We use the Decorator pattern to add behaviors without modifying backends.

  • CachingRangeReader: Intercepts readRange. Checks in-memory Caffeine cache. If miss, calls delegate, caches result, returns data.
  • DiskCachingRangeReader: Similar to above, but persists to a local file store.
  • BlockAlignedRangeReader: Expands arbitrary read requests (e.g., "bytes 100-150") to align with specific block boundaries (e.g., "bytes 0-4096"), optimizing cache hit rates.

Runtime View

The runtime view describes the dynamic behavior of the library.

Basic File Range Reading

Basic File Read

HTTP Range Reading with Authentication

HTTP Range Read

Multi-Level Caching Scenario

Multi-Level Caching

Service Provider Interface (SPI)

To support dynamic loading (e.g., for configuration-driven applications), we expose a RangeReaderFactory.
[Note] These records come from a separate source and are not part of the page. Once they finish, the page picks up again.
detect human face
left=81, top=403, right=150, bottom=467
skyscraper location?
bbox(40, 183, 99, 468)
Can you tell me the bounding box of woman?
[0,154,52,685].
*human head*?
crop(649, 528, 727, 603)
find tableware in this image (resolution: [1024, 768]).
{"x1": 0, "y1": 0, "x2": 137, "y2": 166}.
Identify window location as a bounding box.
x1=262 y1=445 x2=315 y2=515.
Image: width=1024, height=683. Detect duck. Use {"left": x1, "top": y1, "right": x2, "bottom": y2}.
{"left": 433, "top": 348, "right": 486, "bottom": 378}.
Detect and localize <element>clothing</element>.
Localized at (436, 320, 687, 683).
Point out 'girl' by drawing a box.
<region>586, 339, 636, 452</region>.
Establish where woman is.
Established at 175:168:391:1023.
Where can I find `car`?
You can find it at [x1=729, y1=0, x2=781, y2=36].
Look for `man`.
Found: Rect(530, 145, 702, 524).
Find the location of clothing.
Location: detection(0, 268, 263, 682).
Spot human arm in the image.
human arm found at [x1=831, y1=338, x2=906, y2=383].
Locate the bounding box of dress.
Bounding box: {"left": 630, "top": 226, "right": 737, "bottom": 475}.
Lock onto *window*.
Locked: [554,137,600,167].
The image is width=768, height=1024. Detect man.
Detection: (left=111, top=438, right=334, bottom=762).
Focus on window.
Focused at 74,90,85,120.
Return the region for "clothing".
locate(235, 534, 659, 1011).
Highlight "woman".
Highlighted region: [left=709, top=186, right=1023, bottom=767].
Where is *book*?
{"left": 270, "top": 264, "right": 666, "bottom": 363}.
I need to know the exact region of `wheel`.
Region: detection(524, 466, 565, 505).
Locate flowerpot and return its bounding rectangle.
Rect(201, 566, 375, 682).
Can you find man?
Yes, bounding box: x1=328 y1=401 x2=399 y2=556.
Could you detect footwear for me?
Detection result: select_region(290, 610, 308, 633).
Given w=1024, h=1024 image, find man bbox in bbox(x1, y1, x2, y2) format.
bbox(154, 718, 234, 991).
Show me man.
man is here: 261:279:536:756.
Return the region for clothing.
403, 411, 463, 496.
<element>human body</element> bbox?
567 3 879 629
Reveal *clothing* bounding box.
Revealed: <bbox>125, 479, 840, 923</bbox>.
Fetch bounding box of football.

  1. Discovery: Uses java.util.ServiceLoader to find registered RangeReaderProvider implementations.
  2. Resolution: RangeReaderFactory.create(uri) iterates providers. The first one returning true for canHandle(uri) is instantiated.
  3. Extensibility: Users can write their own backend (e.g., FtpRangeReader) and register it via META-INF/services without forking the codebase.

Dependency Structure

Container Diagram

To avoid "dependency hell" (e.g., conflicting Netty versions between Azure and AWS SDKs), the core module has zero heavy dependencies.

  • tileverse-rangereader-core: Lightweight. Only depends on SLF4J and Caffeine.
  • tileverse-rangereader-s3: Pulls in AWS SDK.
  • tileverse-rangereader-azure: Pulls in Azure SDK.

This allows consumers to pick exactly the providers they need.